Robert Bruce Horsfall

1869 - 1948

     Robert Bruce Horsfall was born October 21, 1869, in Clinton, Iowa. He was the 7th child of John Horsfall and Anne Battersby. He studied art under J.M. Stich in Clinton when he was 14, and then moved to Cincinnati where he studied under L.S. Lutz and Thomas S. Noble. In 1886 he attended the Cincinnati Art Academy. In 1891, Bruce and his brother, Emil, went to Munich, Germany, where they were students of Professors Friedrich Fehr and Carl Marr. Traveling to Europe on a scholarship, he enrolled at the Bavaria Konig Academy in Munich under the direction of Nicholas Gysis, and also attended the Colarossi Academy in Paris. By 1893, he was back in the United States and started as a decorator at Rookwood Pottery. He worked for Rookwood from 1893 to 1895. An example of his work done at Rookwood is in the Museum of Art and Industry in Hamburg, Germany.

                              
Oregon Ducks, 1915                                                                     Antelope, n.d.

     Bruce Horsfall became internationally known for his paintings of Wildlife. He was closely associated with Rutgers University Geological Museum and painted backgrounds for many of the museum's exhibits. A hear before his death, he gave the museum his collection of over 1000 drawings and paintings of wildlife. He worked with the American Museum of Natural History, the Peabody Museum of Natural History, the United States National Museum, and was affiliated with the Paleontological Department at Princeton University in Princeton, New Jersey. He was director of Arts for Nature Magazine, research and artist for the Smithsonian Institute. He traveled to establish the natural environment of animals and birds of many countries, painted backdrops and set up for zoological and botanical divisions of the Smithsonian Institute. He painted the famous American eagle, which stands in the entrance of the Chicago Museum of Fine Arts.

                              
Sage Grouse Strutting, 1917                                               Great Horned Owl, 1917

     In 1871, Bruce married Carra Elizabeth Huntting. They had one child, Robert Bruce Horsfall Jr. He was born in 1908.

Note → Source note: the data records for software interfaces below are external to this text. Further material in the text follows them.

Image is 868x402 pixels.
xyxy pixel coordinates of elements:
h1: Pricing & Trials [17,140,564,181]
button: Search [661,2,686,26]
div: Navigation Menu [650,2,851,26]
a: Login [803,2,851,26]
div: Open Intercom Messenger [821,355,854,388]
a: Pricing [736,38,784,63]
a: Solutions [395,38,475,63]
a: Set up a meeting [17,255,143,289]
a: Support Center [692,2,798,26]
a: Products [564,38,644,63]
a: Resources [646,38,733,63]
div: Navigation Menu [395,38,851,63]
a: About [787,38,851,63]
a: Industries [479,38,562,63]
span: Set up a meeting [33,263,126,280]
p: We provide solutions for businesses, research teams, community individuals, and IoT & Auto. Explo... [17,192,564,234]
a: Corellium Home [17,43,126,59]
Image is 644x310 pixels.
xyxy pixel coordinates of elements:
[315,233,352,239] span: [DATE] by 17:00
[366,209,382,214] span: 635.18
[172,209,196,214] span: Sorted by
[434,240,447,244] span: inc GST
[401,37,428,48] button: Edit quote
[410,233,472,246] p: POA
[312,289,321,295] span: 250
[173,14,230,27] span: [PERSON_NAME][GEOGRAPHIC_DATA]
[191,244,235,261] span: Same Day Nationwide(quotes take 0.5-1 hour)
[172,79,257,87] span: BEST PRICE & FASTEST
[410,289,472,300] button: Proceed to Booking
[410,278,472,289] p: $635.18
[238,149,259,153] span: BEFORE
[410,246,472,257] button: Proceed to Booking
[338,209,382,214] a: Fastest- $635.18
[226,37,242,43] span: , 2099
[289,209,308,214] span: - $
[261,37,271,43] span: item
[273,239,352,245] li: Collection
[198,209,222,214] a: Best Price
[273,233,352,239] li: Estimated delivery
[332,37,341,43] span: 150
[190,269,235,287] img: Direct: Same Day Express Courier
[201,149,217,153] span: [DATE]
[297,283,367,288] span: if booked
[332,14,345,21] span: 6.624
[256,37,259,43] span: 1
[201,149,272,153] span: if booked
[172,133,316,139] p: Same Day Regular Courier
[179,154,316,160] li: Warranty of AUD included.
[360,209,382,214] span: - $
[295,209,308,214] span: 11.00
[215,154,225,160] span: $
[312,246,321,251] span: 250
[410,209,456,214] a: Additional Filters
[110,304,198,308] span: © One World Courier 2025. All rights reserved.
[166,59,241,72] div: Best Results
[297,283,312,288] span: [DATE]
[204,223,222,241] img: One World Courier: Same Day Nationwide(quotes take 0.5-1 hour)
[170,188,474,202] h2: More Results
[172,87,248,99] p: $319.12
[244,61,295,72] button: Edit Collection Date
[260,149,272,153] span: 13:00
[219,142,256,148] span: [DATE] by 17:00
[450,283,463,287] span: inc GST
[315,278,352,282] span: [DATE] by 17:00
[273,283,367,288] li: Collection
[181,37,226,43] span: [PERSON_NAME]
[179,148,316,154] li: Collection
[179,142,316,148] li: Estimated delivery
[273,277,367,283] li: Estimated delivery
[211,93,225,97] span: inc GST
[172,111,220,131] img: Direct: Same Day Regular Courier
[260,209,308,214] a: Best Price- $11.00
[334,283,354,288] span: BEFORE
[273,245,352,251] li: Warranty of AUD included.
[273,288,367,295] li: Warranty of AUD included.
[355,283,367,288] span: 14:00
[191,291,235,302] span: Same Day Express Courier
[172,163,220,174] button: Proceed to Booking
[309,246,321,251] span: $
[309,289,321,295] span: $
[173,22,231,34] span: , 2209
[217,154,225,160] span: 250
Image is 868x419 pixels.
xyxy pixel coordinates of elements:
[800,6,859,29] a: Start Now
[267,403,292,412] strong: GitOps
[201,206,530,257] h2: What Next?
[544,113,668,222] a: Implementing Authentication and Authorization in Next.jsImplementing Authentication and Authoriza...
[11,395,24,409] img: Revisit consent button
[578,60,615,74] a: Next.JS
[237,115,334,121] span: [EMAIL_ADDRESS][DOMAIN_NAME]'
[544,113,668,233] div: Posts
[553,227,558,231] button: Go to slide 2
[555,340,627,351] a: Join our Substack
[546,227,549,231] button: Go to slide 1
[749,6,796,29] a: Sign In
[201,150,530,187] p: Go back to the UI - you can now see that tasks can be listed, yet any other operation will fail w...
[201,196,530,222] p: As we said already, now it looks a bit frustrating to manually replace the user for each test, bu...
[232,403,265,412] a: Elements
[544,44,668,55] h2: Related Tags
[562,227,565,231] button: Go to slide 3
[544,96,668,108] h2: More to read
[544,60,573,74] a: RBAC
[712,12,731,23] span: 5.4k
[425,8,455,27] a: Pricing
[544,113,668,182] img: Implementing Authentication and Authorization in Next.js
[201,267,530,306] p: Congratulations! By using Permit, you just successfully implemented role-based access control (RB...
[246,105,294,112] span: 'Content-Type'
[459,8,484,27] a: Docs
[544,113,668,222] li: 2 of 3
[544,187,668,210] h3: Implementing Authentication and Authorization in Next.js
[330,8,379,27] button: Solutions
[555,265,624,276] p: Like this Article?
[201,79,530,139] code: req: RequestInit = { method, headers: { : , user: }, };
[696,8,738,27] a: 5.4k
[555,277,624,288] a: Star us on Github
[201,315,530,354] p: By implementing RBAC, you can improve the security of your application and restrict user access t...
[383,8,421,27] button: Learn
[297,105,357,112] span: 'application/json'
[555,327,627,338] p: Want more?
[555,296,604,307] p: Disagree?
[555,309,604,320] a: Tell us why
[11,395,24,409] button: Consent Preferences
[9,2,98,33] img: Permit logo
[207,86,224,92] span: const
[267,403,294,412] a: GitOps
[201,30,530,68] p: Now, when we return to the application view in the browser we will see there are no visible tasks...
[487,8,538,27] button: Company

                                      
     Robert Bruce Horsfall Painted By Garnet Jex Pastel - 1936         Robert Bruce Horsfall with his Wife, Carra in 1930

     Bruce Horsfall is best known for his book illustrations of birds and mammals. In 1903-06, he focused on painting birds, and from then on, he devoted his life to the design of plates for books and magazines. Mr. Horsfall illustrated thirty nature books, and was the author of "Birds and Animal Paintings", and did many articles and illustrations for many publications. Other books that he illustrated included Frank M. Chapman's "Warblers of North America", William B. Scott's "A History of Land Mammals in the Western Hemisphere", and Alice E. Ball's "A Year with the Birds". Robert also illustrated and wrote for Nature Magazine. As did his wife, Carra. He held the position of Nature Artists at the American Nature Association in Washington DC. In March 1951, an exhibit of forty bird paintings by Bruce Horsfall was held at the Cincinnati Gas and Electric Company. The Audubon Society sponsored it in observance of the 100th anniversary of the death of John James Audubon. Bruce Horsfall is listed in Who's Who in America 1934/35, and in Who's Who in American Art, 1936/37.

     Robert Bruce Horsfall died March 24, 1948 in Washington DC.